Connection rejection

Raise any exception in the "connect" handler to reject the connection. The adapter sends a CONNECT_ERROR packet so the JS client's connect_error listener fires:

python
@on_socketio_event("connect")
async def on_connect(self, conn: SocketIOConnection) -> None:
    token = conn.websocket.headers.get("authorization", "")
    if not token.startswith("Bearer "):
        raise PermissionError("missing token")   # → CONNECT_ERROR to client
    conn.websocket.state.set("user_id", self._jwt.decode(token[7:])["sub"])
    await conn.emit("welcome", {"sid": conn.sid})

Event handler errors

Exceptions from event handlers (other than "connect") are caught by the adapter. If the event had an ACK callback, the error is forwarded as {"error": str(exc)}. The framework's @on_error hook on the underlying @ws_controller is not automatically fired — the Socket.IO adapter manages its own error lifecycle.


Out-of-scope limitations

FeatureStatus
HTTP long-polling transportNot supported — use transports: ["websocket"]
Binary attachments (BINARY_EVENT / BINARY_ACK)Not supported
Multiple Socket.IO namespaces per controllerNot supported — use multiple @socketio_controller classes at different paths
Client-side socket.rooms membershipNot built-in — use BroadcastGroup

Testing

Drive a Socket.IO controller through WsTestClient:

python
import asyncio, json
from lauren.testing import WsTestClient

async def test_chat_echo():
    app = LaurenFactory.create(AppModule)
    client = WsTestClient(app)
    async with client.connect("/socket.io/") as ws:
        # Engine.IO OPEN frame
        open_frame = await ws.receive_text()
        # Socket.IO CONNECT ack
        connect_ack = await ws.receive_text()

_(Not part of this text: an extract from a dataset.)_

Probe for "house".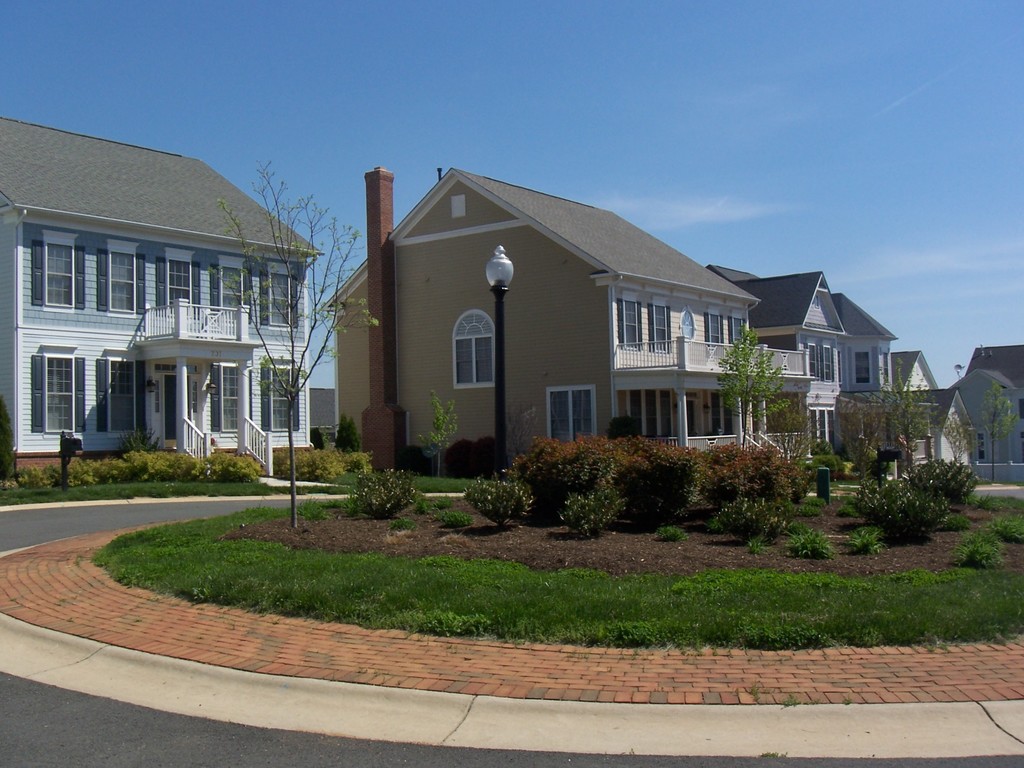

        # Send a chat:message event (Socket.IO wire format)
        payload = json.dumps([4, "chat:message", {"text": "hello"}])
        await ws.send_text("4" + json.dumps(["chat:message", {"text": "hello"}]))

        # Read ACK
        raw = await ws.receive_text()
        ...

Tip

For simpler integration tests, consider using the actual socket.io-client npm package in a subprocess or via anyio.run_process. The WsTestClient works but requires manual Engine.IO / Socket.IO framing.


See also

  • WebSockets — raw WebSocket gateways for custom protocols or non-Socket.IO clients.
  • Custom Guards — HTTP-style guard composition (authentication checks belong in the "connect" handler for Socket.IO).
  • Reference → Cheat Sheet — one-line patterns.